Karl Blossfeldt wasn't a photographer. Not really. He was a sculptor and teacher who spent thirty years photographing plants, stems, seed heads, unfurling ferns, magnified up to thirty times their natural size. Enlarged and uncontextualised, the ordinary became sublime. His 1928 book Art Forms in Nature announced what he'd known all along: that a plant should be valued as a totally artistic and architectural structure. Nature was never the background. It was always the blueprint.
It's a principle we return to often in the studio and one that sits at the heart of our newest piece.

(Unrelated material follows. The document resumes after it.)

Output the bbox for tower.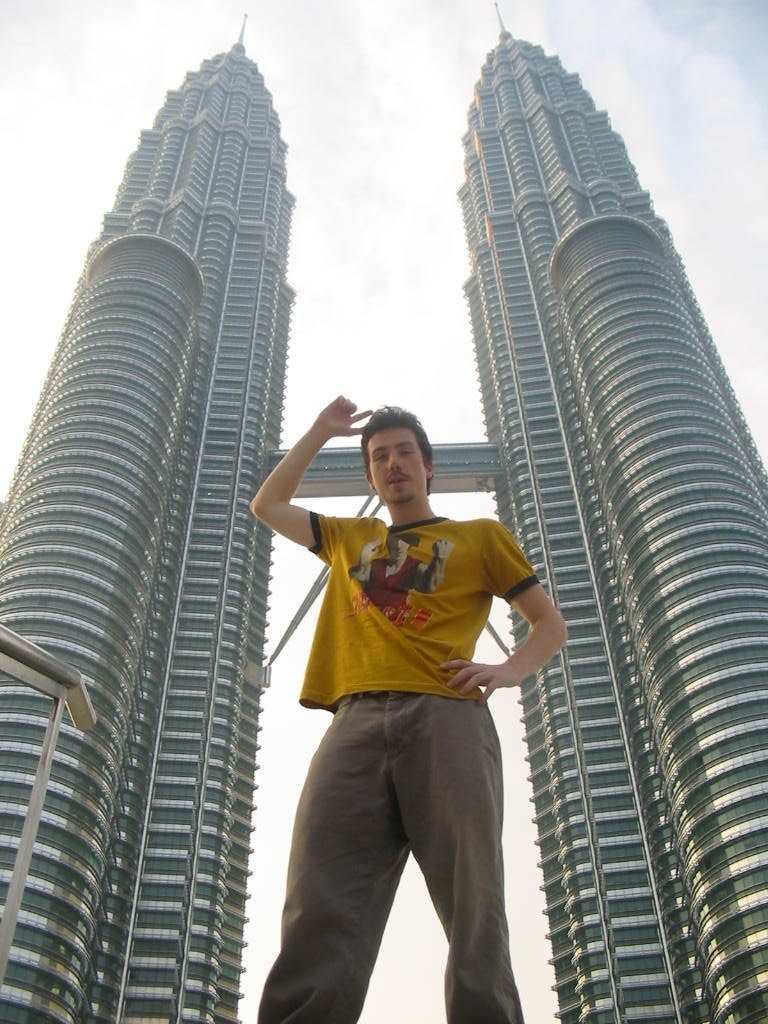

An iteration of our best-selling Cocher, the Cocher (Flower) is a solid timber column with six vertical ridges, their edges eased into soft curves, converging at the crown to reveal the abstract face of a flower when viewed from above. Hand turned in solid timber and finished with a leather or suede top, it maintains the quiet confidence of the original Cocher while bringing a more sculptural, botanical language to the collection. Softness and symmetry turned into form.


It feels fitting, too, that this piece is taking shape as we continue work on Long Lane, the site of our new workshop, studio and tree nurseries. It's still early days, a work in progress, framed for now by self-seeding poppies and a wildflower meadow that arrived long before we did. We're looking forward to building amongst it, to letting the site's own natural rhythms, much like Blossfeldt's magnified stems, quietly inform the work that comes out of it.

The Cocher (Flower) is available in a range of finishes and timbers.